“Fedora creates the DNA that allows us to create a new product”

Fedora will engage customers is what hit the news sites, during FUDCon. And with Extras, and what happened, we seemed relatively successful with the meeting and then the launch of the committee. Then we also did the fedora-maintainers list, which seems to not have gone down so well, in-spite of the -readonly copy of it. Acceptance of it has been spotty at best, reading fedora-devel-list.

But it is a necessary evil. Power isn’t reserved for an elite group, and Seth points out quite nicely other private partys. But where do we draw the line is the question. I was part of the unanimous decision to create the semi-private party at fedora-maintainers, because there was no way all the @redhat’s were to sit at f-d-l, and there was quite the bit of noise. Its a fair requirement that if you maintain a package you get placed on another list. You are now a valuable contributor, as opposed to being a regular noise maker, no?

Take the recent “let’s slim Fedora Core 4 down” discussion. I’m even afraid to count how many messages there were for that. The point of -maintainers is that we figure people won’t bring up the “lets move GNOME/KDE to Extras” kind of discussion. The same discussion gets old. Read the list archives. But the core problem with open source is that everyone feels they need to have an opinion. And everyone feels that their opinion is right. And is the be all, and the end all.

So FC-4 is going to have 5 CDs. Abiword, Exim, bzflag and a whole bunch of other useful packages are disappearing from Core. But they’re not gone anywhere. They’ll be in Extras. Extras will even be enabled, by default, in /etc/yum.repos.d/, so if you’re missing bzflag, a simple “yum install bzflag” will get you happy again. “Core is what Red Hat maintains. Extras is what the community maintains,” aoliva says. And yes, Red Hat is part of the community.

Back to communication. We’re still not definitely good at it. But if there are wanting contributors, the Extras/IdeasSandbox is a good place to start. We have a public schedule for the “shit that needs to get done”. And the Fedora News Updates will come back, as Fedora Traffic; so if you were a wanting contributor, now’s a good time to send me some e-mail.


## About this task
Where a line below includes the word "best", copy that line.

## Given records
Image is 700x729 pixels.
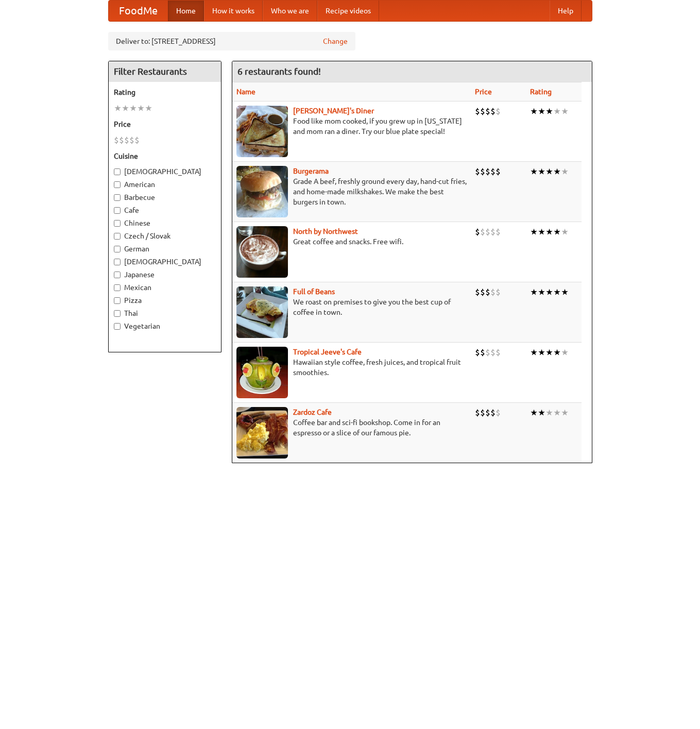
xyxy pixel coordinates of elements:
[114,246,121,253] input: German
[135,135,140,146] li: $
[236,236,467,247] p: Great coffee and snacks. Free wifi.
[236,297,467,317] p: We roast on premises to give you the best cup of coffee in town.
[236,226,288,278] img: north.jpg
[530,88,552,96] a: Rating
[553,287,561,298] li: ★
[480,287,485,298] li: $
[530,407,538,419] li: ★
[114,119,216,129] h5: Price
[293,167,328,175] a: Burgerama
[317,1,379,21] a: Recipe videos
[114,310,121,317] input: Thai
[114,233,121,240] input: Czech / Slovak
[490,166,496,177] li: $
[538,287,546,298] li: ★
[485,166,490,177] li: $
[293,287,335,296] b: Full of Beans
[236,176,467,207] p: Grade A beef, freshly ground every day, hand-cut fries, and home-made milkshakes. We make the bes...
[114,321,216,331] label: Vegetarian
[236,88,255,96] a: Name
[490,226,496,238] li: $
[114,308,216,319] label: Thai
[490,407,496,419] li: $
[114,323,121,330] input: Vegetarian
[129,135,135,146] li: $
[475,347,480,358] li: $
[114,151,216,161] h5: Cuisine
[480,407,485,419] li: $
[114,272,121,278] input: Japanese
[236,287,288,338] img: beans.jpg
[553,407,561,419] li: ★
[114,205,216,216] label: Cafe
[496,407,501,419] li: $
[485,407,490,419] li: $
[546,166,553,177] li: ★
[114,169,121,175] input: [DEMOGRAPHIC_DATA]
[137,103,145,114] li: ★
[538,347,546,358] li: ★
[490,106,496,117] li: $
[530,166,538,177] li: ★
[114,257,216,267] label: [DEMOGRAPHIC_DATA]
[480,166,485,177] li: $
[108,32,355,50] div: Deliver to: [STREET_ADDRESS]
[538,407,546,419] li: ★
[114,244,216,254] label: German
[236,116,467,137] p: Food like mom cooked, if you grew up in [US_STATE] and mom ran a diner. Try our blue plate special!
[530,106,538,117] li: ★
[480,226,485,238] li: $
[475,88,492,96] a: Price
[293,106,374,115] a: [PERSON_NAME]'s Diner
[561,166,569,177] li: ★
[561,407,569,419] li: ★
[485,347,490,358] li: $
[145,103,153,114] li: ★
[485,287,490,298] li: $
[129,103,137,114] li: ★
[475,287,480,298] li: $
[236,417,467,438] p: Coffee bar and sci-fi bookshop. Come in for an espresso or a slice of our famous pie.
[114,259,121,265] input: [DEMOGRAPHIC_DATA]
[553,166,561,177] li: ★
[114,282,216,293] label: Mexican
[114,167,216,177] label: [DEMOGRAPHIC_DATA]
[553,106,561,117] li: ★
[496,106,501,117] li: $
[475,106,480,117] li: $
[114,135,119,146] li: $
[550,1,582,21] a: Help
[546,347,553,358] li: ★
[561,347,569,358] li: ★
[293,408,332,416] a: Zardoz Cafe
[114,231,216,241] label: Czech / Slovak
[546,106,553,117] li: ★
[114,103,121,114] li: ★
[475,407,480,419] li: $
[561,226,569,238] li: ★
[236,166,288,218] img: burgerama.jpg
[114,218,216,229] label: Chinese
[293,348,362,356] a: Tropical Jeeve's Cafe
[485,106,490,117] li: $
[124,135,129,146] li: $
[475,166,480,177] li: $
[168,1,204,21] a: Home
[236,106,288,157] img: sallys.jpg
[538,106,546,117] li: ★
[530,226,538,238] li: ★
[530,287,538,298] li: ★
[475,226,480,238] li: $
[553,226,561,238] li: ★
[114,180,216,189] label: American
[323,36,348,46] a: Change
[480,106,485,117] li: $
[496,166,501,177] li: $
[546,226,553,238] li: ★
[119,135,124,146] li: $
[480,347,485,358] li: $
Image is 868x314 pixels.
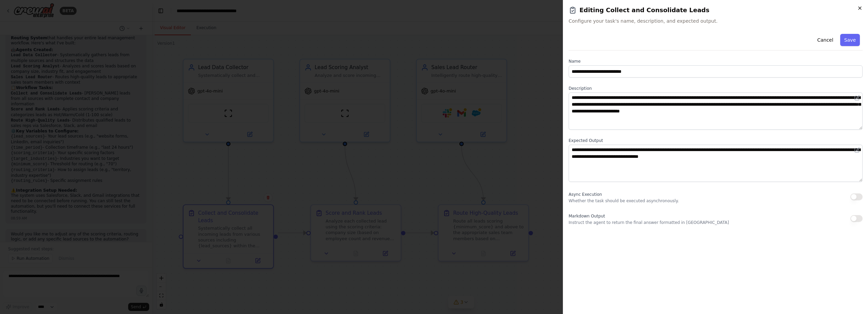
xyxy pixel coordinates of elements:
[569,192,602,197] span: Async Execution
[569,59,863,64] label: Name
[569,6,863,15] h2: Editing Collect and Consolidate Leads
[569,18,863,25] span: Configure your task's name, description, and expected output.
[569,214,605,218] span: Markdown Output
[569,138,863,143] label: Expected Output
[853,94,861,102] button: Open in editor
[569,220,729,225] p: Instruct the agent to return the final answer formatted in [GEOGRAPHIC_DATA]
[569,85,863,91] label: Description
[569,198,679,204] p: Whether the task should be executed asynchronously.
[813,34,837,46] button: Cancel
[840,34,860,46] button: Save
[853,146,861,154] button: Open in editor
---
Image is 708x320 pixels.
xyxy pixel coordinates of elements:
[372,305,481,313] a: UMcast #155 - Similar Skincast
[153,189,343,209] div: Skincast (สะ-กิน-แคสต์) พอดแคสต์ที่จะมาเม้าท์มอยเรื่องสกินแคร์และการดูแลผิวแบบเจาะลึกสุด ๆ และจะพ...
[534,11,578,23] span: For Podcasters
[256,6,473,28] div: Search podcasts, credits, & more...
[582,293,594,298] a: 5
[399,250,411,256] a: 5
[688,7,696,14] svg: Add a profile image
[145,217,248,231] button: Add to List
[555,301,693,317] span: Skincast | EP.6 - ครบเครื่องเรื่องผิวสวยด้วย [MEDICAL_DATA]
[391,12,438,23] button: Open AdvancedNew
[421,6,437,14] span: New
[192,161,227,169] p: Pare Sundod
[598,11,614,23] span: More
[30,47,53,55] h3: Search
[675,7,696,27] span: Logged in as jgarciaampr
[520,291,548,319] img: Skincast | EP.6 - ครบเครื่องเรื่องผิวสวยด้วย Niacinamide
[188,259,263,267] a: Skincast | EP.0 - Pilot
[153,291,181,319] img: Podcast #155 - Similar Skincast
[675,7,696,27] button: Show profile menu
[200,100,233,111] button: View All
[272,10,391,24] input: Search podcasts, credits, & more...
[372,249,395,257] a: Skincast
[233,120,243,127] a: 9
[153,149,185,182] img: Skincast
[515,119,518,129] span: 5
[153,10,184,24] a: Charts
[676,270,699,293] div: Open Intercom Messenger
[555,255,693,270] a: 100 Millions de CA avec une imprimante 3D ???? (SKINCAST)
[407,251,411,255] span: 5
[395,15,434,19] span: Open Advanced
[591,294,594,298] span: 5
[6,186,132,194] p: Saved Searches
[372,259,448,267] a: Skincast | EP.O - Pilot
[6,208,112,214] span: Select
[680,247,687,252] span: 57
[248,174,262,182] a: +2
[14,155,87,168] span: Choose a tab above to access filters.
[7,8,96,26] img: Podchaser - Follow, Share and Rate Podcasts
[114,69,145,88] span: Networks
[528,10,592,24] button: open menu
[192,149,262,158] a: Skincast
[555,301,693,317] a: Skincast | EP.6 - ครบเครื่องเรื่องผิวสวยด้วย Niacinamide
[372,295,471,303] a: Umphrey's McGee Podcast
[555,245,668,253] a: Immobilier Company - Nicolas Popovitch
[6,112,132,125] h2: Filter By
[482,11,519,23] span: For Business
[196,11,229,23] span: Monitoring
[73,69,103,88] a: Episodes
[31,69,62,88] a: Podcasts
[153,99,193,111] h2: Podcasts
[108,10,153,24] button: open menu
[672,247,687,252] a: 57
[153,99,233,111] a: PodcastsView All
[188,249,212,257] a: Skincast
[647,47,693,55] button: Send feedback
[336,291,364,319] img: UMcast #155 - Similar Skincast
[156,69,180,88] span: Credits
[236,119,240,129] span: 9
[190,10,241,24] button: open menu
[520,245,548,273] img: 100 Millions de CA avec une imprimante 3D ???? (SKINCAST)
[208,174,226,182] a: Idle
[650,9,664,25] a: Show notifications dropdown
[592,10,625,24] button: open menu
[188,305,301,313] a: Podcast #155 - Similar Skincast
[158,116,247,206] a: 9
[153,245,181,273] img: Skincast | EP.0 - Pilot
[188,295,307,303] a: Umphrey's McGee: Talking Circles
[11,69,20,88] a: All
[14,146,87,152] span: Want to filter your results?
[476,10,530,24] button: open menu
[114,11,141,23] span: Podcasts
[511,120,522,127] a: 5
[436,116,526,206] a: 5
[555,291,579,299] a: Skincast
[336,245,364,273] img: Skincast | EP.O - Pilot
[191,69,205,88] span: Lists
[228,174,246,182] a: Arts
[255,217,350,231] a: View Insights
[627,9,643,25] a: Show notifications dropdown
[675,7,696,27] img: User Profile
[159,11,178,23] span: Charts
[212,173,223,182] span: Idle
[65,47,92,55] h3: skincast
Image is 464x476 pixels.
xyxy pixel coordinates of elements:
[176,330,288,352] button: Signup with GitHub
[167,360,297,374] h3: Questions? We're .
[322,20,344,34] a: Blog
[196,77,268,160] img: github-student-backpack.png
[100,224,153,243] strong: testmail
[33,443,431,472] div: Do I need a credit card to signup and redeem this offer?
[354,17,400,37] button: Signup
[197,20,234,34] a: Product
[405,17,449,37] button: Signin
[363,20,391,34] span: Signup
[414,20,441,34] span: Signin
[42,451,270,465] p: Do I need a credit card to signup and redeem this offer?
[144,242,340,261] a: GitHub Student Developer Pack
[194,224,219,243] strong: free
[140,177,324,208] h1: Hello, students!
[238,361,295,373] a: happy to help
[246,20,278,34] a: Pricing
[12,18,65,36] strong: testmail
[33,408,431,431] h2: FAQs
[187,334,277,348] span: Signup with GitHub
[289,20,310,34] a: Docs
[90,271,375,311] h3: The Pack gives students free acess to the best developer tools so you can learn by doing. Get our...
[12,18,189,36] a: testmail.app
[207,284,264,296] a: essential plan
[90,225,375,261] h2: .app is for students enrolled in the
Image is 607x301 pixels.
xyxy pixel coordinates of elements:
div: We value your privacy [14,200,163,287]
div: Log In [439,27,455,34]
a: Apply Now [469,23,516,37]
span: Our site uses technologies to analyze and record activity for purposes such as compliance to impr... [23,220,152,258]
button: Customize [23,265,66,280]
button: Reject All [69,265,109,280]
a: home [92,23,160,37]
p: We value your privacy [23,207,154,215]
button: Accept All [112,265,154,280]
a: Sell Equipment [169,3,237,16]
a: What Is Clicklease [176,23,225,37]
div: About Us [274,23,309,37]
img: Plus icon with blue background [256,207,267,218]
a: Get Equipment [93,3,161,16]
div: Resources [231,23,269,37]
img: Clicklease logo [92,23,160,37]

## Result of the exercise
[236,297,467,317] p: We roast on premises to give you the best cup of coffee in town.
[90,271,375,311] h3: The Pack gives students free acess to the best developer tools so you can learn by doing. Get our...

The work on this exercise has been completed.